From students for students
The special thing about the technical assistant: It was developed by students for students. And who knows the concerns of young academics better than they do? How practical that two current TUM students in Management & Technology, Henri Zalbertus and Jan Plüer, have taken on the project management for the chatbot: "We met at the TUM Campus Heilbronn and got on well straight away due to our competitive sports backgrounds," says Zalbertus. The two now share an apartment in Munich, have founded their own start-up and are working on the chatbot project with their team.
Application letter via hackathon
The two 23-year-olds quickly found a prominent advocate in Barbara Tasch, Managing Director of the TUM School of Management. "In November, we organized a hackathon by and with Microsoft as a kind of application event." The task: develop a functioning chatbot for student concerns in three days.
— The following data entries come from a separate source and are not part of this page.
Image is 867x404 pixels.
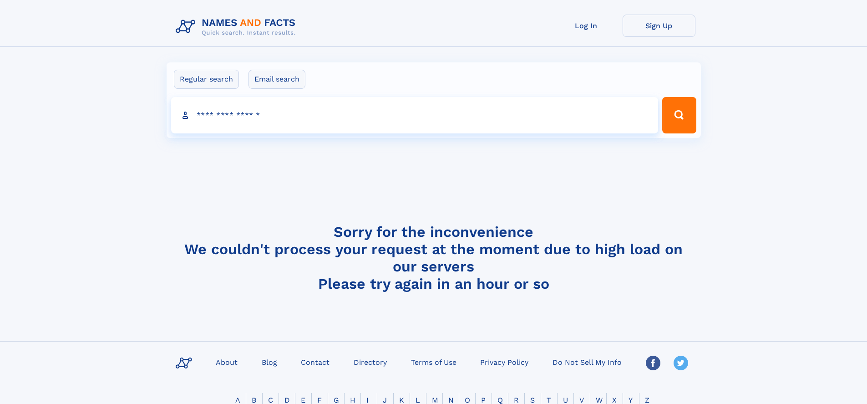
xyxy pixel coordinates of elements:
a: Directory [350,355,390,368]
a: Blog [258,355,281,368]
h4: Sorry for the inconvenience We couldn't process your request at the moment due to high load on ou... [172,223,695,292]
a: Contact [297,355,333,368]
a: Privacy Policy [476,355,532,368]
button: Search Button [662,97,696,133]
a: Do Not Sell My Info [549,355,625,368]
label: Regular search [174,70,239,89]
a: Log In [550,15,623,37]
img: Logo Names and Facts [172,15,303,39]
a: Terms of Use [407,355,460,368]
a: Sign Up [623,15,695,37]
img: Twitter [674,355,688,370]
a: About [212,355,241,368]
label: Email search [248,70,305,89]
img: Facebook [646,355,660,370]
input: search input [171,97,659,133]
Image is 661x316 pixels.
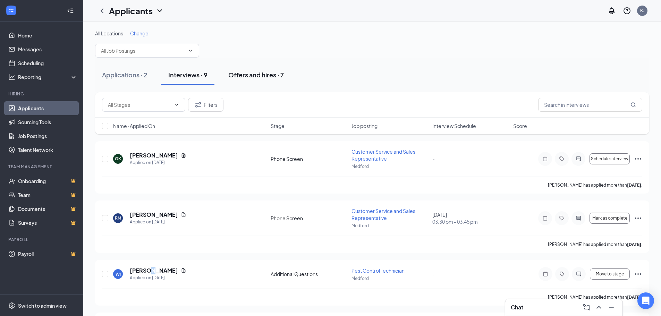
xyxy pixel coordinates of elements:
[130,159,186,166] div: Applied on [DATE]
[18,74,78,80] div: Reporting
[113,122,155,129] span: Name · Applied On
[580,302,592,313] button: ComposeMessage
[8,164,76,170] div: Team Management
[351,275,428,281] p: Medford
[18,216,77,230] a: SurveysCrown
[547,182,642,188] p: [PERSON_NAME] has applied more than .
[174,102,179,107] svg: ChevronDown
[194,101,202,109] svg: Filter
[18,174,77,188] a: OnboardingCrown
[130,211,178,218] h5: [PERSON_NAME]
[130,267,178,274] h5: [PERSON_NAME]
[574,271,583,277] svg: ActiveChat
[115,271,121,277] div: WI
[188,98,223,112] button: Filter Filters
[637,292,654,309] div: Open Intercom Messenger
[130,152,178,159] h5: [PERSON_NAME]
[18,129,77,143] a: Job Postings
[181,212,186,217] svg: Document
[18,302,67,309] div: Switch to admin view
[18,56,77,70] a: Scheduling
[102,70,147,79] div: Applications · 2
[630,102,636,107] svg: MagnifyingGlass
[130,218,186,225] div: Applied on [DATE]
[115,215,121,221] div: RM
[633,270,642,278] svg: Ellipses
[633,214,642,222] svg: Ellipses
[557,215,566,221] svg: Tag
[351,208,415,221] span: Customer Service and Sales Representative
[640,8,644,14] div: KJ
[547,241,642,247] p: [PERSON_NAME] has applied more than .
[18,143,77,157] a: Talent Network
[8,91,76,97] div: Hiring
[181,268,186,273] svg: Document
[270,215,347,222] div: Phone Screen
[98,7,106,15] svg: ChevronLeft
[510,303,523,311] h3: Chat
[589,153,629,164] button: Schedule interview
[181,153,186,158] svg: Document
[627,182,641,188] b: [DATE]
[18,115,77,129] a: Sourcing Tools
[582,303,590,311] svg: ComposeMessage
[605,302,616,313] button: Minimize
[270,155,347,162] div: Phone Screen
[351,148,415,162] span: Customer Service and Sales Representative
[18,202,77,216] a: DocumentsCrown
[594,303,603,311] svg: ChevronUp
[432,156,434,162] span: -
[18,247,77,261] a: PayrollCrown
[541,215,549,221] svg: Note
[432,122,476,129] span: Interview Schedule
[351,267,404,274] span: Pest Control Technician
[8,302,15,309] svg: Settings
[270,122,284,129] span: Stage
[18,101,77,115] a: Applicants
[270,270,347,277] div: Additional Questions
[557,156,566,162] svg: Tag
[95,30,123,36] span: All Locations
[538,98,642,112] input: Search in interviews
[67,7,74,14] svg: Collapse
[351,163,428,169] p: Medford
[574,156,582,162] svg: ActiveChat
[547,294,642,300] p: [PERSON_NAME] has applied more than .
[432,211,509,225] div: [DATE]
[18,42,77,56] a: Messages
[8,74,15,80] svg: Analysis
[18,28,77,42] a: Home
[351,122,377,129] span: Job posting
[8,7,15,14] svg: WorkstreamLogo
[541,271,549,277] svg: Note
[130,30,148,36] span: Change
[622,7,631,15] svg: QuestionInfo
[541,156,549,162] svg: Note
[592,216,627,221] span: Mark as complete
[188,48,193,53] svg: ChevronDown
[228,70,284,79] div: Offers and hires · 7
[108,101,171,109] input: All Stages
[595,271,623,276] span: Move to stage
[589,213,629,224] button: Mark as complete
[633,155,642,163] svg: Ellipses
[351,223,428,228] p: Medford
[627,294,641,300] b: [DATE]
[513,122,527,129] span: Score
[574,215,582,221] svg: ActiveChat
[558,271,566,277] svg: Tag
[155,7,164,15] svg: ChevronDown
[18,188,77,202] a: TeamCrown
[590,156,628,161] span: Schedule interview
[432,271,434,277] span: -
[8,236,76,242] div: Payroll
[607,303,615,311] svg: Minimize
[115,156,121,162] div: GK
[589,268,629,279] button: Move to stage
[168,70,207,79] div: Interviews · 9
[130,274,186,281] div: Applied on [DATE]
[432,218,509,225] span: 03:30 pm - 03:45 pm
[593,302,604,313] button: ChevronUp
[109,5,153,17] h1: Applicants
Synergies were also used with Stephan Krusche, Professor of Information Engineering at TUM Campus Heilbronn. He developed a chatbot for programming tasks called Iris.
The team was quickly formed and the budget was provided by TUM, so they could get started. "It was quite something to guide so many people at once and then in such a complex context," Henri looks back. The first task was to collect data. Zalbertus and Plüer had to find out what the students‘ typical problems were. "We conducted interviews and evaluated anonymized emails." Then they fed their database with administrative information from the website and documents from the download center. That can be quite stressful, can’t it? "One of our greatest strengths is, if you ask others, rather our greatest weakness, that we are so homogeneous and basically never argue," says Zalbertus and laughs.
The starting line
Paige will be launched in mid-April. As with all chatbots, the rule of thumb of machine learning applies: what goes in comes out. The Welcome Day for the summer semester was the perfect opportunity to introduce the assistant, as many students at the Heilbronn and Munich campuses were starting their new phase of life on this day. They naturally have many questions. "The data is so fundamental that at the end you can see which documents need to be adjusted or deleted and whether the chatbot really provides helpful answers."
Henri sees the end of the project with one laughing and one crying eye: "Some people are very sad now. Our team of eight worked really well together, maybe we can get some of them to join our start-up." The success of the young managers and computer scientists shows what is possible with the right support. "Barbara Tasch placed a lot of trust in us, without her and the commitment of everyone involved, this would not have been possible."